Editor-in-Chief at The Observer

Between 1978 and 1981 O'Brien was editor-in-chief of The Observer newspaper in Britain. In 1979 he controversially pulped an Observer magazine with an article by Mary Holland, The Observer's Ireland correspondent. Holland, whose reporting won her a Journalist of the Year award, had been one of the first journalists to explain discrimination in Northern Ireland to a British audience. The article was a profile of Mary Nellis of Derry and dealt with her radicalisation as a result of the conflict. O'Brien objected and sent Holland a memo stating that the "killing strain" of Irish republicanism, "has a very high propensity to run in families and the mother is most often the carrier". The memo continued, "It is a very serious weakness of your coverage of Irish affairs that you are a very poor judge of Irish Catholics. That gifted and talkative community includes some of the most expert conmen and conwomen in the world and I believe you have been conned. Holland was forced out of the newspaper by O'Brien. She later joined the Irish Times as a columnist. She also rejoined The Observer after O'Brien's departure in 1981.

Unionism

In 1985, O'Brien supported unionist objections to the inter governmental Anglo-Irish Agreement. In 1996 he joined Robert McCartney's United Kingdom Unionist Party (UKUP) and was elected to the Northern Ireland Forum. In 1997, a successful libel action was brought against him by relatives of Bloody Sunday victims for alleging in a Sunday Independent article in 1997 that the marchers were "Sinn Féin activists operating for the IRA". O'Brien opposed the 1998 Good Friday Agreement and opposed allowing Sinn Féin into government in Northern Ireland. He later resigned from the UKUP after his book Memoir: My Life and Themes called on Unionists to consider the benefits of a united Ireland to thwart Sinn Féin. In 2005 he rejoined the Labour Party. O'Brien defended his harsh attitudes and actions towards Irish republicans, saying "We do right to condemn all violence but we have a special duty to condemn the violence which is committed in our name".

Writings

Conor Cruise O'Brien's many books include: States of Ireland (1972), where he first indicated his revised view of Irish nationalism, The Great Melody (1992), his unorthodox biography of Edmund Burke, and his autobiography Memoir: My Life and Themes (1999). He also published a collection of essays, Passion and Cunning (1988), which includes a substantial piece on the literary work of William Butler Yeats and some challenging views on the subject of terrorism, and The Siege: The Saga of Israel and Zionism (1986), a history of Zionism and the State of Israel.
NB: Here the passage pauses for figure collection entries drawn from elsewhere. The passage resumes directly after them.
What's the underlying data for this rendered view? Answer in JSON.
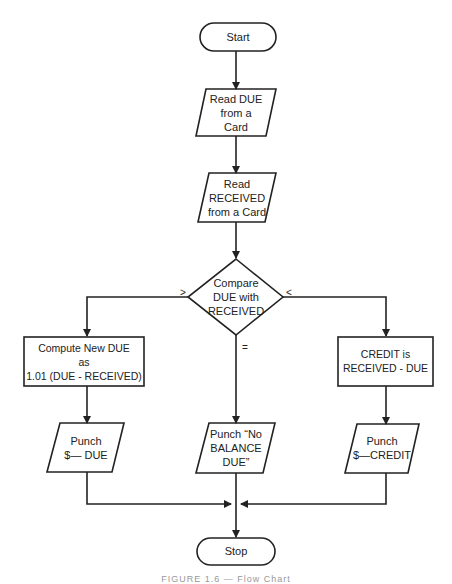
{
  "diagram": {
    "nodes": {
      "start": {
        "type": "terminator",
        "label": "Start"
      },
      "read_due": {
        "type": "io",
        "lines": [
          "Read DUE",
          "from a",
          "Card"
        ]
      },
      "read_received": {
        "type": "io",
        "lines": [
          "Read",
          "RECEIVED",
          "from a Card"
        ]
      },
      "compare": {
        "type": "decision",
        "lines": [
          "Compare",
          "DUE with",
          "RECEIVED"
        ]
      },
      "compute_due": {
        "type": "process",
        "lines": [
          "Compute New DUE",
          "as",
          "1.01 (DUE - RECEIVED)"
        ]
      },
      "credit": {
        "type": "process",
        "lines": [
          "CREDIT is",
          "RECEIVED - DUE"
        ]
      },
      "punch_due": {
        "type": "io",
        "lines": [
          "Punch",
          "$— DUE"
        ]
      },
      "punch_no_balance": {
        "type": "io",
        "lines": [
          "Punch “No",
          "BALANCE",
          "DUE”"
        ]
      },
      "punch_credit": {
        "type": "io",
        "lines": [
          "Punch",
          "$—CREDIT"
        ]
      },
      "stop": {
        "type": "terminator",
        "label": "Stop"
      }
    },
    "branch_labels": {
      "greater": ">",
      "less": "<",
      "equal": "="
    },
    "edges": [
      {
        "from": "start",
        "to": "read_due"
      },
      {
        "from": "read_due",
        "to": "read_received"
      },
      {
        "from": "read_received",
        "to": "compare"
      },
      {
        "from": "compare",
        "to": "compute_due",
        "label": ">"
      },
      {
        "from": "compare",
        "to": "punch_no_balance",
        "label": "="
      },
      {
        "from": "compare",
        "to": "credit",
        "label": "<"
      },
      {
        "from": "compute_due",
        "to": "punch_due"
      },
      {
        "from": "credit",
        "to": "punch_credit"
      },
      {
        "from": "punch_due",
        "to": "stop"
      },
      {
        "from": "punch_no_balance",
        "to": "stop"
      },
      {
        "from": "punch_credit",
        "to": "stop"
      }
    ]
  },
  "caption": "FIGURE 1.6 — Flow Chart"
}
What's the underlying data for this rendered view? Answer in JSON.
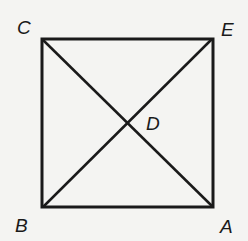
{
  "diagram": {
    "type": "square-with-diagonals",
    "points": {
      "C": {
        "label": "C",
        "x": 42,
        "y": 39
      },
      "E": {
        "label": "E",
        "x": 212,
        "y": 39
      },
      "B": {
        "label": "B",
        "x": 43,
        "y": 207
      },
      "A": {
        "label": "A",
        "x": 213,
        "y": 207
      },
      "D": {
        "label": "D",
        "x": 127,
        "y": 123
      }
    },
    "segments": [
      "CE",
      "EA",
      "AB",
      "BC",
      "CA",
      "BE"
    ],
    "labels": {
      "C": "C",
      "E": "E",
      "D": "D",
      "B": "B",
      "A": "A"
    },
    "colors": {
      "stroke": "#1a1a1a",
      "background": "#f4f4f2"
    }
  }
}
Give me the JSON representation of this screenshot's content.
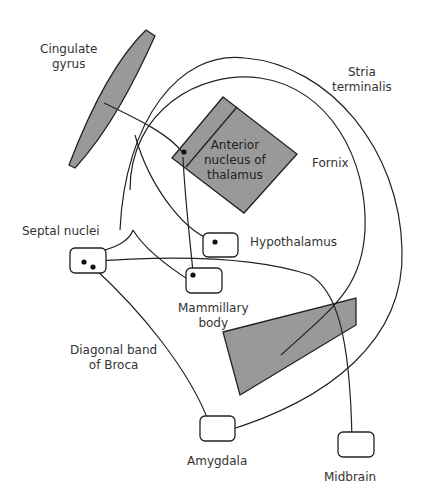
{
  "colors": {
    "structure_fill": "#999999",
    "line": "#222222",
    "text": "#333333"
  },
  "labels": {
    "cingulate_gyrus": [
      "Cingulate",
      "gyrus"
    ],
    "anterior_nucleus": [
      "Anterior",
      "nucleus of",
      "thalamus"
    ],
    "stria_terminalis": [
      "Stria",
      "terminalis"
    ],
    "fornix": "Fornix",
    "septal_nuclei": "Septal nuclei",
    "hypothalamus": "Hypothalamus",
    "mammillary_body": [
      "Mammillary",
      "body"
    ],
    "diagonal_band": [
      "Diagonal band",
      "of Broca"
    ],
    "amygdala": "Amygdala",
    "midbrain": "Midbrain"
  }
}
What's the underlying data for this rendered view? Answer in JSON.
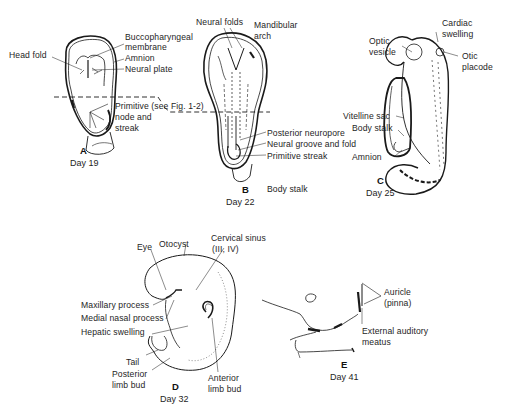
{
  "header": {
    "clipped_text": "· · · · · · · · · · · · · ·"
  },
  "panels": {
    "A": {
      "letter": "A",
      "day": "Day 19",
      "labels": {
        "head_fold": "Head fold",
        "buccopharyngeal_1": "Buccopharyngeal",
        "buccopharyngeal_2": "membrane",
        "amnion": "Amnion",
        "neural_plate": "Neural plate",
        "primitive_1": "Primitive (see Fig. 1-2)",
        "primitive_2": "node and",
        "primitive_3": "streak"
      }
    },
    "B": {
      "letter": "B",
      "day": "Day 22",
      "labels": {
        "neural_folds": "Neural folds",
        "mandibular_1": "Mandibular",
        "mandibular_2": "arch",
        "posterior_neuropore": "Posterior neuropore",
        "neural_groove": "Neural groove and fold",
        "primitive_streak": "Primitive streak",
        "body_stalk": "Body stalk"
      }
    },
    "C": {
      "letter": "C",
      "day": "Day 25",
      "labels": {
        "cardiac_1": "Cardiac",
        "cardiac_2": "swelling",
        "optic_1": "Optic",
        "optic_2": "vesicle",
        "otic_1": "Otic",
        "otic_2": "placode",
        "vitelline_sac": "Vitelline sac",
        "body_stalk": "Body stalk",
        "amnion": "Amnion"
      }
    },
    "D": {
      "letter": "D",
      "day": "Day 32",
      "labels": {
        "eye": "Eye",
        "otocyst": "Otocyst",
        "cervical_1": "Cervical sinus",
        "cervical_2": "(III, IV)",
        "maxillary": "Maxillary process",
        "medial_nasal": "Medial nasal process",
        "hepatic": "Hepatic swelling",
        "tail": "Tail",
        "posterior_1": "Posterior",
        "posterior_2": "limb bud",
        "anterior_1": "Anterior",
        "anterior_2": "limb bud"
      }
    },
    "E": {
      "letter": "E",
      "day": "Day 41",
      "labels": {
        "auricle_1": "Auricle",
        "auricle_2": "(pinna)",
        "external_1": "External auditory",
        "external_2": "meatus"
      }
    }
  }
}
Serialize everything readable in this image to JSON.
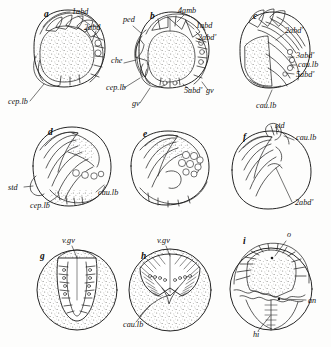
{
  "figure": {
    "kind": "scientific-illustration-plate",
    "medium": "pen-and-ink line drawing with stipple shading",
    "background_color": "#fdfdfc",
    "ink_color": "#1a1a1a",
    "stipple_color": "#8a8a86",
    "panel_count": 9,
    "rows": 3,
    "columns": 3,
    "caption": "",
    "caption_note": "caption text is cropped off at the bottom edge of the screenshot and is not legible"
  },
  "panels": [
    {
      "id": "a",
      "letter": "a",
      "row": 1,
      "column": 1,
      "shaded": true,
      "description": "rounded test in lateral view, stippled body with segmented brachial appendages arching over the upper margin and a plated marginal series at right",
      "labels": [
        {
          "text": "1abd",
          "x": 72,
          "y": 14
        },
        {
          "text": "2abd",
          "x": 84,
          "y": 30
        },
        {
          "text": "cep.lb",
          "x": 8,
          "y": 104
        }
      ]
    },
    {
      "id": "b",
      "letter": "b",
      "row": 1,
      "column": 2,
      "shaded": true,
      "description": "rounded test in oblique view with pedunculate stalk at upper left, ambulacral plate series across the crown and a ringed marginal plate series at right",
      "labels": [
        {
          "text": "4amb",
          "x": 178,
          "y": 13
        },
        {
          "text": "ped",
          "x": 123,
          "y": 22
        },
        {
          "text": "1abd",
          "x": 196,
          "y": 28
        },
        {
          "text": "2abd'",
          "x": 198,
          "y": 40
        },
        {
          "text": "che",
          "x": 111,
          "y": 63
        },
        {
          "text": "cep.lb",
          "x": 106,
          "y": 90
        },
        {
          "text": "gv",
          "x": 132,
          "y": 106
        },
        {
          "text": "5abd'",
          "x": 184,
          "y": 93
        },
        {
          "text": "gv",
          "x": 206,
          "y": 93
        }
      ]
    },
    {
      "id": "c",
      "letter": "c",
      "row": 1,
      "column": 3,
      "shaded": true,
      "description": "rounded test turned to show the caudal lobe, with long curved appendage rays radiating from a stippled wedge and small ossicle rings at the right margin",
      "labels": [
        {
          "text": "2abd'",
          "x": 285,
          "y": 33
        },
        {
          "text": "3abd'",
          "x": 296,
          "y": 58
        },
        {
          "text": "cau.lb",
          "x": 298,
          "y": 67
        },
        {
          "text": "5abd'",
          "x": 296,
          "y": 77
        },
        {
          "text": "cau.lb",
          "x": 256,
          "y": 108
        }
      ]
    },
    {
      "id": "d",
      "letter": "d",
      "row": 2,
      "column": 1,
      "shaded": true,
      "description": "globular specimen with folded appendages sweeping left, stippled patches on the upper right quadrant and a row of round ossicles below them",
      "labels": [
        {
          "text": "std",
          "x": 8,
          "y": 190
        },
        {
          "text": "cep.lb",
          "x": 30,
          "y": 208
        },
        {
          "text": "cau.lb",
          "x": 98,
          "y": 195
        }
      ]
    },
    {
      "id": "e",
      "letter": "e",
      "row": 2,
      "column": 2,
      "shaded": false,
      "description": "unlabelled broad oval specimen with stippled dorsal band and a grape-like cluster of rounded ossicles at the right side",
      "labels": []
    },
    {
      "id": "f",
      "letter": "f",
      "row": 2,
      "column": 3,
      "shaded": false,
      "description": "plain outline drawing without stipple, showing the appendage bundle at left and the bare rounded test at right",
      "labels": [
        {
          "text": "std",
          "x": 275,
          "y": 128
        },
        {
          "text": "cau.lb",
          "x": 296,
          "y": 140
        },
        {
          "text": "2abd'",
          "x": 295,
          "y": 205
        }
      ]
    },
    {
      "id": "g",
      "letter": "g",
      "row": 3,
      "column": 1,
      "shaded": true,
      "description": "ventral view, circular stippled test with a deep U-shaped ventral groove flanked by ladder-like transverse bars and two columns of small pores",
      "labels": [
        {
          "text": "v.gv",
          "x": 62,
          "y": 243
        }
      ]
    },
    {
      "id": "h",
      "letter": "h",
      "row": 3,
      "column": 2,
      "shaded": true,
      "description": "ventral view, circular stippled test with a V-shaped ventral groove and two comb-like fields of fine striations bearing rows of small pores",
      "labels": [
        {
          "text": "v.gv",
          "x": 157,
          "y": 243
        },
        {
          "text": "cau.lb",
          "x": 123,
          "y": 327
        }
      ]
    },
    {
      "id": "i",
      "letter": "i",
      "row": 3,
      "column": 3,
      "shaded": true,
      "description": "oral view, circular test with radiating plate series around a stippled oral field, a zig-zag suture across the middle and a vertical hinge line below",
      "labels": [
        {
          "text": "o",
          "x": 287,
          "y": 237
        },
        {
          "text": "an",
          "x": 308,
          "y": 303
        },
        {
          "text": "hi",
          "x": 253,
          "y": 337
        }
      ]
    }
  ],
  "label_glossary": [
    {
      "abbr": "1abd",
      "meaning": "first abdominal segment"
    },
    {
      "abbr": "2abd",
      "meaning": "second abdominal segment"
    },
    {
      "abbr": "2abd'",
      "meaning": "second abdominal segment (counterpart)"
    },
    {
      "abbr": "3abd'",
      "meaning": "third abdominal segment (counterpart)"
    },
    {
      "abbr": "5abd'",
      "meaning": "fifth abdominal segment (counterpart)"
    },
    {
      "abbr": "4amb",
      "meaning": "fourth ambulacral plate"
    },
    {
      "abbr": "cep.lb",
      "meaning": "cephalic lobe"
    },
    {
      "abbr": "cau.lb",
      "meaning": "caudal lobe"
    },
    {
      "abbr": "ped",
      "meaning": "peduncle"
    },
    {
      "abbr": "che",
      "meaning": "chela"
    },
    {
      "abbr": "gv",
      "meaning": "groove"
    },
    {
      "abbr": "v.gv",
      "meaning": "ventral groove"
    },
    {
      "abbr": "std",
      "meaning": "stem / stalk disc"
    },
    {
      "abbr": "o",
      "meaning": "oral opening"
    },
    {
      "abbr": "an",
      "meaning": "anus"
    },
    {
      "abbr": "hi",
      "meaning": "hinge"
    }
  ]
}
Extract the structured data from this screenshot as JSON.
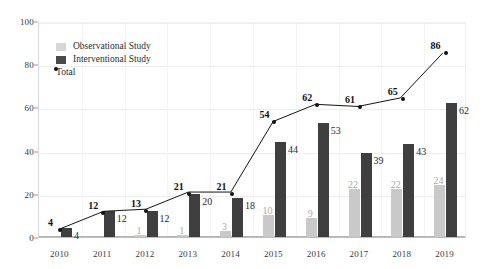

His books, particularly those on Irish issues, tend to be personalised, for example States of Ireland, where he made the link between the political success of the republican Easter Rising and the consequent demise of his Home Rule family's position in society. His private papers have been deposited in the University College Dublin Archives.

In 1963, O'Brien's script for a Telefís Éireann programme on Charles Stewart Parnell won him a Jacob's Award.

He was a longtime columnist for the Irish Independent. His articles were distinguished by hostility to the 'peace process' in Northern Ireland, regular predictions of civil war involving the Republic of Ireland, and a pro-Unionist stance. O'Brien also abused the Irish tax exemption for works of literary merit by claiming this exemption for his newspaper column.

O'Brien held visiting professorships and lectureships throughout the world, particularly in the United States, and controversially in apartheid South Africa, openly breaking the academic boycott. A persistent critic of Charles Haughey, O'Brien coined the acronym GUBU (Grotesque, Unbelievable, Bizarre and Unprecedented), based on a statement by Charles Haughey, who was then Taoiseach, commenting on the discovery of a murder suspect, Malcolm MacArthur, in the apartment of the Fianna Fáil Attorney General Patrick Connolly. Until 1994, O'Brien was a Pro-Chancellor of the University of Dublin.